Yes - but it's really no different from you pumping water into the top bucket and letting the water flow back to generate electricity.
In either way you have to put in exactly the work you get out + a bit more to make up for any losses.

You could imagine a system where on a high pressure (sunny day) you opened a valve to let atmopsheric pressure push water into the top tank, then released it on a lower pressure (stormy) day - then you are using the difference in pressure.
This is a bit like how a hydroelectric dam uses the energy from the weather, it evaporates water from the sea and lifts it to the mountains, then it falls as rain in your dam and you let it flow back down hill to make electricity.

But the changes in air pressure is very small so you would need a lot of water
 
If we pump water to the higher tank, we assume both tanks are having the same pressure.
But if we create vacuum in the top tank, then the water will flow from the lower tank to the upper tank right?
 
sajithcv said:
If we pump water to the higher tank, we assume both tanks are having the same pressure.
But if we create vacuum in the top tank, then the water will flow from the lower tank to the upper tank right?
Yes...which is exactly what a pump would do (create a pressure difference that causes water to flow uphill). You've just described a pump and are suggesting that if you pump water up and then let it flow down, it will generate more electricity than it uses (as already said). No, it won't.
 
It is not we who pump the water up. we create a vacuum, the atmospheric pressure will pump the water up.
 
sajithcv said:
It is not we who pump the water up. we create a vacuum, the atmospheric pressure will pump the water up.
Yeah. How do you create the vacuum? With a pump.

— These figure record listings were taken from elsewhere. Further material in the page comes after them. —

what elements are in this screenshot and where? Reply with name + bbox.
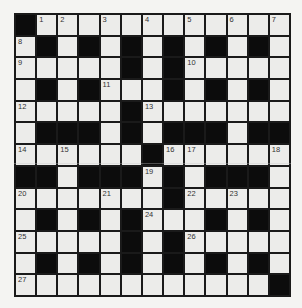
crossword-cell[interactable] <box>185 167 204 187</box>
crossword-cell[interactable] <box>164 15 183 35</box>
crossword-cell[interactable] <box>143 275 162 295</box>
crossword-cell[interactable]: 19 <box>143 167 162 187</box>
crossword-cell[interactable] <box>228 80 247 100</box>
crossword-cell[interactable] <box>270 37 289 57</box>
crossword-cell[interactable] <box>249 58 268 78</box>
crossword-cell[interactable] <box>228 37 247 57</box>
crossword-cell[interactable]: 25 <box>16 232 35 252</box>
crossword-cell[interactable]: 24 <box>143 210 162 230</box>
crossword-cell[interactable] <box>185 37 204 57</box>
crossword-cell[interactable]: 12 <box>16 102 35 122</box>
crossword-cell[interactable] <box>249 232 268 252</box>
crossword-cell[interactable] <box>101 58 120 78</box>
crossword-cell[interactable] <box>79 102 98 122</box>
crossword-cell[interactable]: 2 <box>58 15 77 35</box>
crossword-cell[interactable] <box>101 37 120 57</box>
crossword-cell[interactable] <box>270 80 289 100</box>
crossword-cell[interactable] <box>206 58 225 78</box>
crossword-cell[interactable] <box>101 254 120 274</box>
crossword-cell[interactable]: 16 <box>164 145 183 165</box>
crossword-cell[interactable] <box>37 145 56 165</box>
crossword-cell[interactable] <box>228 58 247 78</box>
crossword-cell[interactable] <box>206 145 225 165</box>
crossword-cell[interactable] <box>122 80 141 100</box>
crossword-cell[interactable] <box>249 15 268 35</box>
crossword-cell[interactable] <box>37 189 56 209</box>
crossword-cell[interactable] <box>185 210 204 230</box>
crossword-cell[interactable]: 22 <box>185 189 204 209</box>
crossword-cell[interactable] <box>185 102 204 122</box>
crossword-cell[interactable] <box>143 254 162 274</box>
crossword-cell[interactable] <box>270 189 289 209</box>
crossword-cell[interactable] <box>185 80 204 100</box>
crossword-cell[interactable] <box>164 275 183 295</box>
crossword-cell[interactable]: 10 <box>185 58 204 78</box>
crossword-cell[interactable] <box>206 189 225 209</box>
crossword-cell[interactable] <box>122 189 141 209</box>
crossword-cell[interactable] <box>206 102 225 122</box>
crossword-cell[interactable] <box>101 145 120 165</box>
crossword-cell[interactable] <box>228 254 247 274</box>
crossword-cell[interactable] <box>37 58 56 78</box>
crossword-cell[interactable] <box>228 102 247 122</box>
crossword-cell[interactable] <box>270 210 289 230</box>
crossword-cell[interactable] <box>79 15 98 35</box>
crossword-cell[interactable]: 23 <box>228 189 247 209</box>
crossword-cell[interactable]: 5 <box>185 15 204 35</box>
crossword-cell[interactable] <box>228 275 247 295</box>
crossword-cell[interactable] <box>101 275 120 295</box>
crossword-cell[interactable]: 8 <box>16 37 35 57</box>
crossword-cell[interactable] <box>185 254 204 274</box>
crossword-cell[interactable] <box>58 80 77 100</box>
crossword-cell[interactable] <box>143 37 162 57</box>
crossword-cell[interactable]: 17 <box>185 145 204 165</box>
crossword-cell[interactable] <box>37 102 56 122</box>
crossword-cell[interactable] <box>249 189 268 209</box>
crossword-cell[interactable] <box>58 58 77 78</box>
crossword-cell[interactable] <box>270 58 289 78</box>
crossword-cell[interactable]: 3 <box>101 15 120 35</box>
crossword-cell[interactable] <box>16 210 35 230</box>
crossword-cell[interactable] <box>122 275 141 295</box>
crossword-cell[interactable] <box>143 189 162 209</box>
crossword-cell[interactable] <box>164 210 183 230</box>
crossword-cell[interactable]: 4 <box>143 15 162 35</box>
crossword-cell[interactable] <box>228 145 247 165</box>
crossword-cell[interactable]: 15 <box>58 145 77 165</box>
crossword-cell[interactable]: 6 <box>228 15 247 35</box>
crossword-cell[interactable] <box>79 232 98 252</box>
crossword-cell[interactable] <box>122 15 141 35</box>
crossword-cell[interactable] <box>270 167 289 187</box>
crossword-cell[interactable]: 21 <box>101 189 120 209</box>
crossword-cell[interactable] <box>249 102 268 122</box>
crossword-cell[interactable] <box>143 232 162 252</box>
crossword-cell[interactable] <box>143 123 162 143</box>
crossword-cell[interactable] <box>270 254 289 274</box>
crossword-cell[interactable]: 13 <box>143 102 162 122</box>
crossword-cell[interactable] <box>37 232 56 252</box>
crossword-cell[interactable]: 27 <box>16 275 35 295</box>
crossword-cell[interactable] <box>58 275 77 295</box>
crossword-cell[interactable] <box>228 232 247 252</box>
crossword-cell[interactable] <box>206 275 225 295</box>
crossword-cell[interactable]: 9 <box>16 58 35 78</box>
crossword-cell[interactable] <box>79 145 98 165</box>
crossword-cell[interactable] <box>143 58 162 78</box>
crossword-cell[interactable] <box>79 189 98 209</box>
crossword-cell[interactable]: 18 <box>270 145 289 165</box>
crossword-cell[interactable] <box>16 254 35 274</box>
crossword-cell[interactable] <box>37 275 56 295</box>
crossword-cell[interactable] <box>143 80 162 100</box>
crossword-cell[interactable]: 26 <box>185 232 204 252</box>
crossword-cell[interactable] <box>122 145 141 165</box>
crossword-cell[interactable]: 11 <box>101 80 120 100</box>
crossword-cell[interactable] <box>101 232 120 252</box>
crossword-cell[interactable] <box>58 232 77 252</box>
crossword-cell[interactable] <box>58 254 77 274</box>
crossword-cell[interactable] <box>79 275 98 295</box>
crossword-cell[interactable] <box>164 102 183 122</box>
crossword-cell[interactable]: 14 <box>16 145 35 165</box>
crossword-cell[interactable] <box>16 123 35 143</box>
crossword-cell[interactable] <box>206 15 225 35</box>
crossword-cell[interactable] <box>270 232 289 252</box>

A pump (any pump) creates a pressure differential in order to move a fluid. If you use a pump to remove the air to create the pressure differential in the air to move the water, you haven't done anything fundamentally different than if you had just used the same pump to create the same pressure differential in the water.

Draw yourself a diagram and examine the following two cases:

1. A piston pump (such as a syringe) with zero volume, being drawn to 1m in length with a cross sectional area of 1m, while remaining sealed (ie, pulling a complete vacuum of 1 cubic meter).
2. Using the same pump to draw 1 cubic meter of water up into it.

Calculate the energy required to do both of these. I think you'll actually find that evacuating the air first is worse because it requires a constant force equal to the atmospheric pressure times the area whereas the pump only has a force equal to the weight of the water column.